Far from Mid-Manhattan
New York City's claim to being the music capital of the world centers on a handful of glamorous namesthe Metropolitan Opera, Carnegie Hall, the New York Philharmonic-Symphony. But the city's reputation also depends on the dozens of amateur, semiprofessional and modestly budgeted professional groups which every season present a staggering program of operas, concerts and recitals echoing every conceivable musical taste. Much of this music is performed in corners of the city far from the gaudy midtown entertainment axis.
Chamber music can be found in neighborhood churches or refurbished lofts; grand opera may be sung in reconditioned movie theaters with the orchestral pyrotechnics of Verdi or Bizet tamed to a single piano. Many programs are heard in some of the city's finest new recital halls, which bring music closer to home because they are in residential areas, e.g., the new auditorium of New York University's Law School in Washington Square, which serves as a musical center for lower Manhattan; the wood-lined, acoustically outstanding Grace Rainey Rogers Auditorium at the Metropolitan Museum on upper Fifth Avenue, which after three years rivals Town Hall as the city's leading recital hall. Taken all together, New York's out-of-the-way musiccomparable to the busy off-Broadway theaterkeeps the city astir with the ferment of new musical ideas. Some of the unusual and relatively new groups at work in Manhattan this season:
THE AFTER DINNER OPERA COMPANY is the freshest of half a dozen small opera groups and workshops (including the lighthearted Punch Opera, the experimental Opera '57 and the ambitious Amato Opera Theater, which changes its standard opera bill every three weeks). The companyheaded by Stage Director Richard Flusser, 29was launched with a capital of $250 in 1949, lost $2.68 the first season but has been making modest profits ever since. Flusser has more than tripled the original $65-a-week salaries of the six young members of the troupe. After Dinner has been successful because it staged sprightly productions of such new works as British Composer Gerald Cockshott's Apollo and Persephone, Marc Blitzstein's Triple Sec. The troupe scored a critical success in an appearance at Edinburgh last year (TIME, Sept. 10), is currently preparing to open at Manhattan's off-Broadway Phoenix Theatre with the first U.S. performance of Offenbach's 66, a 40-minute spoof of Austrians and lotteries.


-- The problem --
Return the lines of the data below in which the string "Pupertätsende" occurs.

[Start of section]

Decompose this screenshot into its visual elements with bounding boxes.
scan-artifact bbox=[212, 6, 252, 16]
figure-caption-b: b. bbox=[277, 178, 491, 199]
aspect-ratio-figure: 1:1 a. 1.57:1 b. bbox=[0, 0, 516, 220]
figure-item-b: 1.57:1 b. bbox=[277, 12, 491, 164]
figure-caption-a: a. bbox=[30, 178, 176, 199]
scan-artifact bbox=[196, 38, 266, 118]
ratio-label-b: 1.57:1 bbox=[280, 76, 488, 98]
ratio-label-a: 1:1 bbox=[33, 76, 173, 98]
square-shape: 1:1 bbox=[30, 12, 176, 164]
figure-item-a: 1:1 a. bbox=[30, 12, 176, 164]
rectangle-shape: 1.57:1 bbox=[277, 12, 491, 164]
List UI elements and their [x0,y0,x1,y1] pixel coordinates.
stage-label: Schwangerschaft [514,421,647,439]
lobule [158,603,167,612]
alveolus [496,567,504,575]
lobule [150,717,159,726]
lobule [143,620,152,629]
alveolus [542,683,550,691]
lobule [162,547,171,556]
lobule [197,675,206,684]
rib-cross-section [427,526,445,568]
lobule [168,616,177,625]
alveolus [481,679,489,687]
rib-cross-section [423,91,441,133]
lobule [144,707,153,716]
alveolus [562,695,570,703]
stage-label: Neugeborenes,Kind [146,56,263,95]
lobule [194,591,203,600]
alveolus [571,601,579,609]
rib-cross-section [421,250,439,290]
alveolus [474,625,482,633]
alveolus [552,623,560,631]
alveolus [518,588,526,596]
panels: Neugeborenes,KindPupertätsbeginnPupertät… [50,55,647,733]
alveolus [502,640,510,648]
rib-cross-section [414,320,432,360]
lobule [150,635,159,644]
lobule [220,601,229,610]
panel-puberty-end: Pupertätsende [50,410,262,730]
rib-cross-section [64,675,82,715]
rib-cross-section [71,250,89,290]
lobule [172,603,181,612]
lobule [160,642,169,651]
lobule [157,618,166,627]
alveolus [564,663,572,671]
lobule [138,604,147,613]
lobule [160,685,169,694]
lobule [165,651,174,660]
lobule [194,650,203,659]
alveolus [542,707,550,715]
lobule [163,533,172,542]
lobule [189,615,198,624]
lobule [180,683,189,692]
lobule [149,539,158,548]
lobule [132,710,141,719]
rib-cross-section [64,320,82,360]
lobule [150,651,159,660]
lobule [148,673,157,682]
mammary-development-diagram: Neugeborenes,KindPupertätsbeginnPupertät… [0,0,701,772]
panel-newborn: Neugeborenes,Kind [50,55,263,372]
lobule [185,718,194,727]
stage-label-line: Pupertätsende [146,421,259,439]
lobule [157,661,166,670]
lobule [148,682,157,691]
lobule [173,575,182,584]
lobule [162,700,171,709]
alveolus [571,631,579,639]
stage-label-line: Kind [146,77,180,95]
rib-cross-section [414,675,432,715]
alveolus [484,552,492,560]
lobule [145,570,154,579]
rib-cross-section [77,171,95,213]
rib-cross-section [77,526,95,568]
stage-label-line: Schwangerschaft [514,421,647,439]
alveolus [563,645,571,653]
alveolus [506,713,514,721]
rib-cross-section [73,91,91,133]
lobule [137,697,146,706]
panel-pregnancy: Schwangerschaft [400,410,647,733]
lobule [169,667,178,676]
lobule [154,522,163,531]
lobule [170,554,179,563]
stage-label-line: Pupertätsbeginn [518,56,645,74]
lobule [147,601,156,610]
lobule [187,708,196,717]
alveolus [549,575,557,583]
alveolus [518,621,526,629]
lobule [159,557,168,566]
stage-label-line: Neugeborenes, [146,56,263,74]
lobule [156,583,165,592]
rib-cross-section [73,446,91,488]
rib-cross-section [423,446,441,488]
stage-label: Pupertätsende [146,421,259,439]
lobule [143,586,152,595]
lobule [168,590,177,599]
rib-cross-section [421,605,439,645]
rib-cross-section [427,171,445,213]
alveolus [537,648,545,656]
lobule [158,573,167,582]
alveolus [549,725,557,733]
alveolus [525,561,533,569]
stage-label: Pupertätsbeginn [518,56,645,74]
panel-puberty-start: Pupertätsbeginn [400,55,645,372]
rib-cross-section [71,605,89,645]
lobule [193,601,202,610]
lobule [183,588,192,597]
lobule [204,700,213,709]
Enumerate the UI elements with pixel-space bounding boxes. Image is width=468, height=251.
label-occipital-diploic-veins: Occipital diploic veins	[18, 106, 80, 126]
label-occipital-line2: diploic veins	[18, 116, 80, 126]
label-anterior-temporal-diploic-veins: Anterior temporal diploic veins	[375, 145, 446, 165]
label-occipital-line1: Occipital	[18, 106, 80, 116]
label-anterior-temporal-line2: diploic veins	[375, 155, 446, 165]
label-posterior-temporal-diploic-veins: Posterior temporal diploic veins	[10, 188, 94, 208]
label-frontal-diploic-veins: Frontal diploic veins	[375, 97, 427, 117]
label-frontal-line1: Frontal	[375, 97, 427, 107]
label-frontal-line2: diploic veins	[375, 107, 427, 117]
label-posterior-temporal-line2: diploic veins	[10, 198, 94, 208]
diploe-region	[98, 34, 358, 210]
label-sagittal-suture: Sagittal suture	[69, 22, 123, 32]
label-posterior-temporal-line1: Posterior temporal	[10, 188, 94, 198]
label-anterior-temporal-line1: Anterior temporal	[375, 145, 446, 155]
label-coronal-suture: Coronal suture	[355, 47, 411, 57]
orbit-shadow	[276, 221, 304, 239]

[End of section]

-- Finished exercise --
panel-puberty-end: Pupertätsende [50,410,262,730]
stage-label-line: Pupertätsende [146,421,259,439]
stage-label: Pupertätsende [146,421,259,439]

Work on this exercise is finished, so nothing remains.